Mr. Artaud, To Have Done with the Judgment of God


Here true competence belongs to the literality of the interpretation of words. Besides, in what is improperly called the “commentary” of the drawing entitled La Maladresse sexuelle de dieu (The Sexual Awkwardness of God). It is not in order to exploit the awkward outreach of his mind. He was skinned naked in a bath of electricity, as each electro-shock patient is exposed to an artificially-created death – at this stage in Artaud’s work [1946], all manifestations of death are states of black magic that have to be overturned. This drawing (a treason and translation of the sexual awkwardness of god) are the ghosts of words are suddenly taking up the space. They reveal the original skill of the drawing:

Artaud The Sexuality of God
La Maladresse sexuelle de dieu 1946

Throwing, throwing oneself: in words, as in painting, the intonation projects, it is dynamite content, the motion expelling it into a space that is nothing other than the elements of this tonal trajectory, the difference between the projectile and the subjectile, the latter sometimes becoming the target of the former.

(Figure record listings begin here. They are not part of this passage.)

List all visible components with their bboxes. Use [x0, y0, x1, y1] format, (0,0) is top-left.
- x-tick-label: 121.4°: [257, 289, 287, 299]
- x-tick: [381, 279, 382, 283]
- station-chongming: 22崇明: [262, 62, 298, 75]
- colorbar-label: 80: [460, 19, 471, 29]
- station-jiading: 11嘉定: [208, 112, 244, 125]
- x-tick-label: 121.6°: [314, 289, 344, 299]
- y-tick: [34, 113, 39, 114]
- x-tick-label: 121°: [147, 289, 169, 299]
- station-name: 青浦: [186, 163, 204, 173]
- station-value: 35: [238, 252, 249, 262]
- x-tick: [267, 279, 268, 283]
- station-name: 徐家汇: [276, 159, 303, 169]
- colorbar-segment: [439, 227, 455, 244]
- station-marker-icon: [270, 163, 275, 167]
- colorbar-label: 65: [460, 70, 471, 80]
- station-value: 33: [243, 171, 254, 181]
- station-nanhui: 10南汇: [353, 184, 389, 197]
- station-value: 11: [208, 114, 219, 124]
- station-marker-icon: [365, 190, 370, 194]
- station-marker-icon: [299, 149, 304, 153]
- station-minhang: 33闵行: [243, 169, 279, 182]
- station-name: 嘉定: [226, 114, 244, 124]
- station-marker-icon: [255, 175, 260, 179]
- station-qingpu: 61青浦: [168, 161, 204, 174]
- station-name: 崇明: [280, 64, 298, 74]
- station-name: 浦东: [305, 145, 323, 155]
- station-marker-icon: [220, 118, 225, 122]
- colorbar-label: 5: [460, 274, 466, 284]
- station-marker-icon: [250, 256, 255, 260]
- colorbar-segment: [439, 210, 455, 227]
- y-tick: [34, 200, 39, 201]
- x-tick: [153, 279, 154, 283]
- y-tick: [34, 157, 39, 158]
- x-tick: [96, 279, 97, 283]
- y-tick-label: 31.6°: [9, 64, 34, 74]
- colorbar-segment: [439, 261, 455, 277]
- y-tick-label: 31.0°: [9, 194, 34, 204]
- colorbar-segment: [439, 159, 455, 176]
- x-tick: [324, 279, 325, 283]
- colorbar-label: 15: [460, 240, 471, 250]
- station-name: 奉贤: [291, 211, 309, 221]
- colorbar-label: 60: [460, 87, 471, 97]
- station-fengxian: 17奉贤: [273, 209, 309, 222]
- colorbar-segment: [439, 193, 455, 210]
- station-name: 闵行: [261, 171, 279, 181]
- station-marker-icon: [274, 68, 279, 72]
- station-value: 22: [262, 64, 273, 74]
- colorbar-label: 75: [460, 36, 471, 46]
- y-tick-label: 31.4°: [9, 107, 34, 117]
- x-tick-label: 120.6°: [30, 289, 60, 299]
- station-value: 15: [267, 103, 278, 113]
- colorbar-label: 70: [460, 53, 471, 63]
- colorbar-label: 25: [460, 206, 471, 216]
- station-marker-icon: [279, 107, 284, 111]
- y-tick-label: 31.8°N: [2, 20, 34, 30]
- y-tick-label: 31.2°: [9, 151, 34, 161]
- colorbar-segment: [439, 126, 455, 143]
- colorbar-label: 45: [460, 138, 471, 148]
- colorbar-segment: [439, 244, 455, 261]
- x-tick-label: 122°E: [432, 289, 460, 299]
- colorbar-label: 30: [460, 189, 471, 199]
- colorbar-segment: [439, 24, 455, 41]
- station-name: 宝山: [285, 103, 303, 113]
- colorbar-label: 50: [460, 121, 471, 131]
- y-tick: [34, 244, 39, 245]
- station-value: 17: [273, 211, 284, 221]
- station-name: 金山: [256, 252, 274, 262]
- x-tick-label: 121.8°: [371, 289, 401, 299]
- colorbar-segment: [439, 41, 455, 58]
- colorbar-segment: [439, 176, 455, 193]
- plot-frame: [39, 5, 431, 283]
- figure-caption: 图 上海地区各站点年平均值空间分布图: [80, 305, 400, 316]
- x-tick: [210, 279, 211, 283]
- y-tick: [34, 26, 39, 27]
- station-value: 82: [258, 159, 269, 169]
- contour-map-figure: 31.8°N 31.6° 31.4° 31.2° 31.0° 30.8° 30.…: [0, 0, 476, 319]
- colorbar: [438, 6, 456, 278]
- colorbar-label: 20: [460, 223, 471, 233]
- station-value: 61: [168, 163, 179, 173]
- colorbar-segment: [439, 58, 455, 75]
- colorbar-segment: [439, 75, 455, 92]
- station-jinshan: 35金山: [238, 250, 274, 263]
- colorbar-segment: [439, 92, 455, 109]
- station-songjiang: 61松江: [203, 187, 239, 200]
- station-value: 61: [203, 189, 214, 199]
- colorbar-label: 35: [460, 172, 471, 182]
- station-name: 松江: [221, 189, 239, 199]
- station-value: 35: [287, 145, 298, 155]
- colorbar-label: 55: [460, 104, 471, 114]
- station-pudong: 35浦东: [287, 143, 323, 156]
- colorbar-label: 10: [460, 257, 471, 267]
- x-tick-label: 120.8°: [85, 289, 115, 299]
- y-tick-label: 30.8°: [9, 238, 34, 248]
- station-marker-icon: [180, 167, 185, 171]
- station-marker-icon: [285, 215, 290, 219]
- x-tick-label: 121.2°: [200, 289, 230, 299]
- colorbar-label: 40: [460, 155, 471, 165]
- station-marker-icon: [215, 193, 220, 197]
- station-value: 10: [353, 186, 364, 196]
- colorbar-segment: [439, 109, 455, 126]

Artaud says it as early as 1931, in “La Mise en scène et la métaphysique” (Mise-en-Scène and Metaphysics), a lecture at the Sorbonne that deals first of all with painting: Words themselves have their own potential as sound, they have various ways of being projected into space, which are called intonations. And there is a great deal that could be said about the concrete value of intonation in the theater, about this quality that words have — apart from their concrete meaning — of creating their own music according to the way in which they are uttered, which can even go against that meaning — of creating beneath language an undercurrent of impressions, correspondences, analogies. . .

The following year, a letter to André Gide prescribes a bodily writing, a theatrical hieroglyphics: The movements, the attitudes, the bodies of the characters will be composed or decomposed like hieroglyphs. This language will pass from one sense organ to another, establishing analogies and unforeseen associations among series of objects, series of sounds, series of intonations.

The intonation that projects the words beyond their meaning, even into a counter-meaning: it is not only in the sounded work that it seems to have its place.

Like everything that is projected, it takes and in fact opens space, this “poetry in space” that “first takes on all the means of expression that can be used on the stage, like music, dance, paint, pantomime, mimicry, gesticulation, intonations, architecture, lighting, and decor . . . in our theater which has been living under the exclusive dictatorship of the word, this language of signs and mimicry, this silent pantomime, these attitudes, these gestures in the air, these objective intonations, in short everything I consider as specifically theatrical in the theater . . . carelessly called ‘art.’